Closed Reinmar closed 7 years ago
Haha, I've just found https://github.com/gulpjs/bach in your pinned repos, @phated :D So is the tl;dr – use bach instead of undertaker? :D
@Reinmar I think using bach might be better for your use case because it doesn't seem like you are benefiting at all from your use of undertaker (note: undertaker can take plain functions instead of registered task strings and would act similar to bach). If you just made the "tasks" named functions and passed them to bach.series
, you'd end up in pretty much the same place without the undertaker overhead.
Btw, thanks for opening this deep-dive. I love learning about other use cases for these libraries.
@Reinmar is there anything further to discuss here? Otherwise I'd like to close this.
Going to close this due to inactivity.
A followup of https://github.com/gulpjs/undertaker/issues/66.
Down the rabbit hole...
I'm a framework/library author (namely, CKEditor). We need to provide a set of dev tools such as compilers for different types of assets, watchers, test runners, bundlers, scaffolders, etc.
For us, the library is the thing we work on, but for the community it's just a small piece of their projects. This changes quite a lot.
After a few failed attempts to organise this code we decided to simply expose a set of functions. Those functions represents granular sub-tasks, accept options as parameters and, depending on what they do, they can be synchronous or return a stream or a promise. Sounds super obvious, I know :D.
What happens now? We use gulp, so our
gulpfile.js
looked like this:Now, there are couple of things which may happen (actually, they all happened :D).
Our gulpfile grew so we wanted to combine some sub-tasks into functions representing bigger chunks (e.g.
compiler.compile()
should run internallycompiler.compileJS()
,compiler.compileSass()
andcompiler.compileIcons()
).Exposing the popular tasks as bigger chunks would also simplify the community's gulpfiles which is an important thing if you want a good DX. Instead of the 4 tasks above, you get now:
What also happened was that a compiler for tests may need different options than a compiler for documentation builder or for a specific release. So at some point we had something like:
Horror... :D
What also happened was that we wanted to postpone certain
require()
calls, because combination of all possible dev tasks was loading a ridiculously huge number of dependencies. This complicated the gulpfile even more.And then a developer comes to you and says that they are not using gulp at all in their project and they don't want it as a dependency, so how to combine now the compilation process with linting and testing.
Way out
At some point we realised how we'd like to solve all this. We needed a tool to sequence or run in parallel the sub-tasks so we can easily expose the less granular ones (like
compile()
) and that we can tell community how to run our code when they are not using gulp. Also, by registering only the end point tasks, and not the intermediate ones, we're able to keep thegulp -T
short and prevent from logging too many things on the output.After some research we found undertaker. "Task registry that allows composition through series/parallel methods." sounds for me exactly like what I wrote above :D Just, you said it shouldn't.
Anyway, this is how we use it now: https://github.com/ckeditor/ckeditor5-dev-compiler/blob/93d521e2e1b0e63fbf62133c1dff9ca9518a51f1/lib/tasks.js#L303-L330.
I hope that this better explains what we want to achieve (and what we don't want to do) and how undertaker could help.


■ **Required work**
Without any images, write the listing below out word for word.
--- Data shown Enclosed Below ---
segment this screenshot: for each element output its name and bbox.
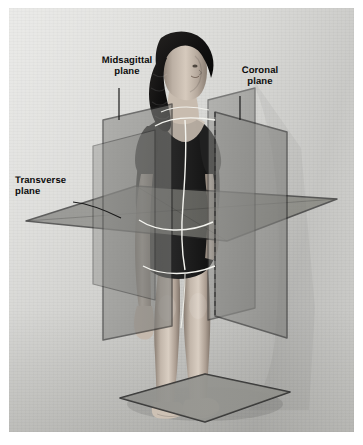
photograph: Midsagittal plane Coronal plane Transver… bbox=[9, 8, 354, 432]
label-transverse-plane: Transverse plane bbox=[15, 176, 101, 197]
label-midsagittal-plane: Midsagittal plane bbox=[81, 56, 173, 77]
anatomical-planes-figure: Midsagittal plane Coronal plane Transver… bbox=[0, 0, 363, 445]
label-coronal-plane: Coronal plane bbox=[219, 66, 301, 87]
planes-overlay bbox=[9, 8, 354, 432]
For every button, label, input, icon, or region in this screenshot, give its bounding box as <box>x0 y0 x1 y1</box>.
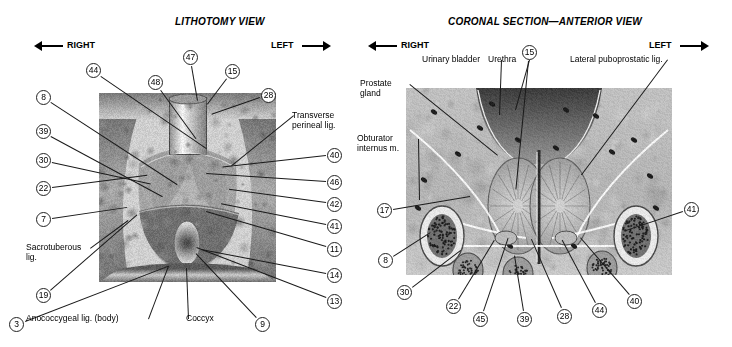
structure-label-obturator-internus-m: Obturator internus m. <box>357 133 417 153</box>
structure-label-urethra: Urethra <box>488 54 528 64</box>
structure-number-41[interactable]: 41 <box>684 202 699 217</box>
structure-number-30[interactable]: 30 <box>397 285 412 300</box>
structure-number-40[interactable]: 40 <box>627 294 642 309</box>
structure-label-lateral-puboprostatic-lig: Lateral puboprostatic lig. <box>570 54 666 64</box>
structure-number-44[interactable]: 44 <box>592 303 607 318</box>
labels-coronal: 151783022453928444041Urinary bladderUret… <box>0 0 732 347</box>
structure-number-17[interactable]: 17 <box>377 203 392 218</box>
structure-number-45[interactable]: 45 <box>473 312 488 327</box>
structure-number-28[interactable]: 28 <box>557 309 572 324</box>
structure-number-8[interactable]: 8 <box>378 253 393 268</box>
structure-number-39[interactable]: 39 <box>517 312 532 327</box>
structure-label-prostate-gland: Prostate gland <box>360 78 408 98</box>
structure-number-22[interactable]: 22 <box>446 299 461 314</box>
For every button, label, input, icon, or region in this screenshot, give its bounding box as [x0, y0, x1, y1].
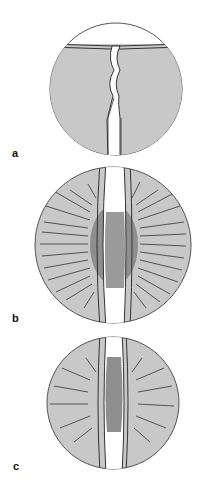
panel-a	[40, 23, 199, 164]
panel-b	[35, 160, 191, 330]
diagram-canvas	[0, 0, 199, 492]
panel-label-c: c	[13, 460, 19, 472]
panel-label-a: a	[12, 147, 18, 159]
panel-c	[47, 330, 179, 475]
panel-label-b: b	[12, 312, 19, 324]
--- End of Enclosed Data shown ---
■ **Result for this task**
segment this screenshot: for each element output its name and bbox.
photograph: Midsagittal plane Coronal plane Transver… bbox=[9, 8, 354, 432]
label-transverse-plane: Transverse plane bbox=[15, 176, 101, 197]
label-midsagittal-plane: Midsagittal plane bbox=[81, 56, 173, 77]
anatomical-planes-figure: Midsagittal plane Coronal plane Transver… bbox=[0, 0, 363, 445]
label-coronal-plane: Coronal plane bbox=[219, 66, 301, 87]
planes-overlay bbox=[9, 8, 354, 432]
For every button, label, input, icon, or region in this screenshot, give its bounding box as <box>x0 y0 x1 y1</box>.
structure-label-obturator-internus-m: Obturator internus m. <box>357 133 417 153</box>
structure-label-urethra: Urethra <box>488 54 528 64</box>
structure-number-41[interactable]: 41 <box>684 202 699 217</box>
structure-number-30[interactable]: 30 <box>397 285 412 300</box>
structure-number-40[interactable]: 40 <box>627 294 642 309</box>
structure-label-lateral-puboprostatic-lig: Lateral puboprostatic lig. <box>570 54 666 64</box>
structure-number-44[interactable]: 44 <box>592 303 607 318</box>
labels-coronal: 151783022453928444041Urinary bladderUret… <box>0 0 732 347</box>
structure-number-17[interactable]: 17 <box>377 203 392 218</box>
structure-number-45[interactable]: 45 <box>473 312 488 327</box>
structure-number-28[interactable]: 28 <box>557 309 572 324</box>
structure-number-8[interactable]: 8 <box>378 253 393 268</box>
structure-number-39[interactable]: 39 <box>517 312 532 327</box>
structure-label-prostate-gland: Prostate gland <box>360 78 408 98</box>
structure-number-22[interactable]: 22 <box>446 299 461 314</box>
For every button, label, input, icon, or region in this screenshot, give its bounding box as [x0, y0, x1, y1].
panel-a	[40, 23, 199, 164]
panel-b	[35, 160, 191, 330]
diagram-canvas	[0, 0, 199, 492]
panel-label-c: c	[13, 460, 19, 472]
panel-label-a: a	[12, 147, 18, 159]
panel-c	[47, 330, 179, 475]
panel-label-b: b	[12, 312, 19, 324]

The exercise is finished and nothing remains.